Re^4: Need help with a nested IF statement
by MikeDexter (Sexton) on Nov 02, 2009 at 20:24 UTC

    I am building on this script to capture more information and be able to spit out the information captured. Eventually this script will be used to change the ip address on a machine. So I built on the earlier version to see if I could capture Netmask and Broadcast address. I know there is something with my regex parameters because I am getting no output again. In the Else loop I think I am searching for inet, one or many data, space, netmask, data, space, broadcast, one or many data. But I am getting nothing. Having tagged each item I am looking for I wonder if I am not properly calling my tags in the print line.

    Can someone take a look please?

    use strict; use warnings; my $opsys = $^O; print "Hello, your operating system is: $opsys" . "\n"; if ($opsys =~ /linux/) { my $nics = qx |/sbin/ifconfig| or die("Can't get info from ifconfig: $!\n"); my @nics = split /(?<=\n)(?=\w)/, $nics; for (@nics){ my ($interface) = /^eth(\d)/ or next; my ($ip) = /\binet addr:([\d.]+)/ or next; print "Interface $interface has the IP Address of $ip\n"; } } else { my $nics = qx |ifconfig -a| or die("Can't get info from ifconfig: $!\n"); my @nics = split /(?<=\n)(?=\w)/, $nics; for (@nics){ my ($interface) = /^fjgi(\d)/ or next; my (@ip) = /\binet ([\d.]+)\snetmask ([\d]+)\sbroadcast ([\d.] ++)/ or next; print "Interface $interface has the IP Address of $ip[0]\n \tN +etmask: $ip[1]\n \tBroadcast $ip[2]\n"; } }

    Here is another variation I have tried that is finding nothing

    my ($ip, $mask, $bcast) = /\binet ([\d.]+)\snetmask ([\d]+)\sb +roadcast ([\d.]+)/ or next; print "Interface $interface has the IP Address of $ip\n \tNetm +ask: $mask\n \tBroadcast $bcast\n";

    How do I print $_ to see what I am actually finding? I tried this and was getting a not declared error

      'f' is not a digit.

      By the way, \d works fine outside of character classes ([]).
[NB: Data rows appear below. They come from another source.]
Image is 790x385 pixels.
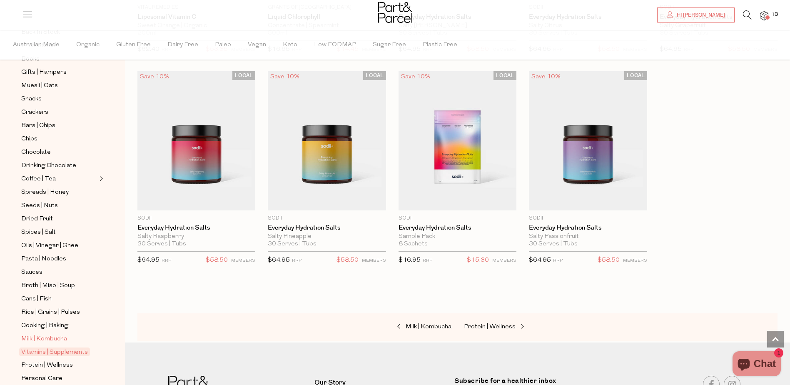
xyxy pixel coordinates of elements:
span: LOCAL [232,71,255,80]
span: Protein | Wellness [21,360,73,370]
a: Hi [PERSON_NAME] [657,7,735,22]
a: Bars | Chips [21,120,97,131]
span: LOCAL [624,71,647,80]
small: RRP [162,258,171,263]
span: $58.50 [337,255,359,266]
span: Dairy Free [167,30,198,60]
a: 13 [760,11,768,20]
span: Milk | Kombucha [406,324,451,330]
div: Salty Passionfruit [529,233,647,240]
span: 30 Serves | Tubs [529,240,578,248]
p: Sodii [399,214,516,222]
a: Cans | Fish [21,294,97,304]
span: Low FODMAP [314,30,356,60]
span: Plastic Free [423,30,457,60]
span: Sauces [21,267,42,277]
img: Everyday Hydration Salts [399,71,516,211]
span: $64.95 [137,257,160,263]
span: Rice | Grains | Pulses [21,307,80,317]
span: Pasta | Noodles [21,254,66,264]
span: Sugar Free [373,30,406,60]
span: Cans | Fish [21,294,52,304]
span: Bars | Chips [21,121,55,131]
button: Expand/Collapse Coffee | Tea [97,174,103,184]
span: LOCAL [494,71,516,80]
p: Sodii [137,214,255,222]
span: Milk | Kombucha [21,334,67,344]
a: Cooking | Baking [21,320,97,331]
small: MEMBERS [492,258,516,263]
img: Everyday Hydration Salts [268,71,386,211]
span: Keto [283,30,297,60]
span: Spreads | Honey [21,187,69,197]
span: Oils | Vinegar | Ghee [21,241,78,251]
p: Sodii [268,214,386,222]
span: 30 Serves | Tubs [268,240,317,248]
a: Drinking Chocolate [21,160,97,171]
a: Pasta | Noodles [21,254,97,264]
span: Australian Made [13,30,60,60]
a: Vitamins | Supplements [21,347,97,357]
span: 8 Sachets [399,240,428,248]
span: 30 Serves | Tubs [137,240,186,248]
span: Hi [PERSON_NAME] [675,12,725,19]
div: Save 10% [399,71,433,82]
span: Dried Fruit [21,214,53,224]
span: $58.50 [598,255,620,266]
a: Personal Care [21,373,97,384]
a: Seeds | Nuts [21,200,97,211]
a: Milk | Kombucha [21,334,97,344]
a: Milk | Kombucha [368,322,451,332]
a: Protein | Wellness [464,322,547,332]
small: MEMBERS [362,258,386,263]
a: Chocolate [21,147,97,157]
a: Protein | Wellness [21,360,97,370]
p: Sodii [529,214,647,222]
small: RRP [423,258,432,263]
a: Broth | Miso | Soup [21,280,97,291]
span: Coffee | Tea [21,174,56,184]
a: Oils | Vinegar | Ghee [21,240,97,251]
span: $58.50 [206,255,228,266]
div: Salty Raspberry [137,233,255,240]
span: LOCAL [363,71,386,80]
span: Cooking | Baking [21,321,68,331]
a: Rice | Grains | Pulses [21,307,97,317]
img: Everyday Hydration Salts [137,71,255,211]
a: Spreads | Honey [21,187,97,197]
span: Broth | Miso | Soup [21,281,75,291]
span: Spices | Salt [21,227,56,237]
inbox-online-store-chat: Shopify online store chat [730,351,783,378]
span: Muesli | Oats [21,81,58,91]
div: Sample Pack [399,233,516,240]
span: Snacks [21,94,42,104]
a: Everyday Hydration Salts [137,224,255,232]
a: Everyday Hydration Salts [399,224,516,232]
span: Organic [76,30,100,60]
a: Sauces [21,267,97,277]
span: 13 [769,11,780,18]
img: Everyday Hydration Salts [529,71,647,211]
span: Vegan [248,30,266,60]
div: Save 10% [137,71,172,82]
span: Chips [21,134,37,144]
span: Crackers [21,107,48,117]
small: MEMBERS [231,258,255,263]
span: Personal Care [21,374,62,384]
div: Salty Pineapple [268,233,386,240]
span: Protein | Wellness [464,324,516,330]
a: Coffee | Tea [21,174,97,184]
span: Gluten Free [116,30,151,60]
span: $16.95 [399,257,421,263]
span: Drinking Chocolate [21,161,76,171]
a: Crackers [21,107,97,117]
div: Save 10% [268,71,302,82]
a: Dried Fruit [21,214,97,224]
span: Paleo [215,30,231,60]
img: Part&Parcel [378,2,412,23]
span: Vitamins | Supplements [19,347,90,356]
span: $64.95 [268,257,290,263]
span: Seeds | Nuts [21,201,58,211]
a: Gifts | Hampers [21,67,97,77]
div: Save 10% [529,71,563,82]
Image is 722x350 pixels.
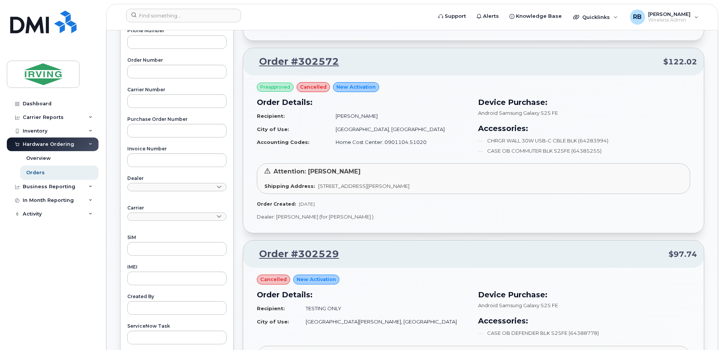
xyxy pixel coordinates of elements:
span: Android Samsung Galaxy S25 FE [478,110,558,116]
a: Knowledge Base [504,9,567,24]
strong: Recipient: [257,305,285,311]
span: cancelled [300,83,326,90]
li: CHRGR WALL 30W USB-C CBLE BLK (64283994) [478,137,690,144]
td: TESTING ONLY [299,302,469,315]
a: Order #302572 [250,55,339,69]
td: [PERSON_NAME] [329,109,469,123]
h3: Device Purchase: [478,289,690,300]
label: ServiceNow Task [127,324,226,328]
span: Android Samsung Galaxy S25 FE [478,302,558,308]
a: Order #302529 [250,247,339,261]
label: Order Number [127,58,226,62]
strong: City of Use: [257,126,289,132]
span: New Activation [296,276,336,283]
a: Support [433,9,471,24]
span: Alerts [483,12,499,20]
span: New Activation [336,83,376,90]
span: Attention: [PERSON_NAME] [273,168,360,175]
label: Carrier [127,206,226,210]
td: Home Cost Center: 0901104.51020 [329,136,469,149]
span: [DATE] [299,201,315,207]
td: [GEOGRAPHIC_DATA][PERSON_NAME], [GEOGRAPHIC_DATA] [299,315,469,328]
li: CASE OB DEFENDER BLK S25FE (64388778) [478,329,690,337]
span: Support [445,12,466,20]
strong: Order Created: [257,201,296,207]
span: $122.02 [663,56,697,67]
p: Dealer: [PERSON_NAME] (for [PERSON_NAME] ) [257,213,690,220]
div: Quicklinks [568,9,623,25]
span: Knowledge Base [516,12,562,20]
span: Quicklinks [582,14,610,20]
strong: Recipient: [257,113,285,119]
span: Wireless Admin [648,17,690,23]
div: Roberts, Brad [624,9,704,25]
span: RB [633,12,641,22]
label: IMEI [127,265,226,269]
span: $97.74 [668,249,697,260]
h3: Accessories: [478,123,690,134]
h3: Device Purchase: [478,97,690,108]
span: cancelled [260,276,287,283]
h3: Accessories: [478,315,690,326]
label: Created By [127,294,226,299]
h3: Order Details: [257,97,469,108]
td: [GEOGRAPHIC_DATA], [GEOGRAPHIC_DATA] [329,123,469,136]
a: Alerts [471,9,504,24]
label: Purchase Order Number [127,117,226,122]
li: CASE OB COMMUTER BLK S25FE (64385255) [478,147,690,154]
span: [PERSON_NAME] [648,11,690,17]
h3: Order Details: [257,289,469,300]
strong: City of Use: [257,318,289,324]
span: [STREET_ADDRESS][PERSON_NAME] [318,183,409,189]
span: Preapproved [260,84,290,90]
label: Carrier Number [127,87,226,92]
input: Find something... [126,9,241,22]
strong: Accounting Codes: [257,139,309,145]
label: Phone Number [127,28,226,33]
label: Invoice Number [127,147,226,151]
label: Dealer [127,176,226,181]
strong: Shipping Address: [264,183,315,189]
label: SIM [127,235,226,240]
        That was a great lesson in Regex. Thank you so much. I can see I have a long way to go before mastering this stuff. I expected to see a digit and for some reason the output was alpha as you pointed out. Thanks again.

        I also pickup on your second comment. I believe though have not yet tested you are telling my I can look for \d instead of the word "netmask" or "broadcast" So I will try this too.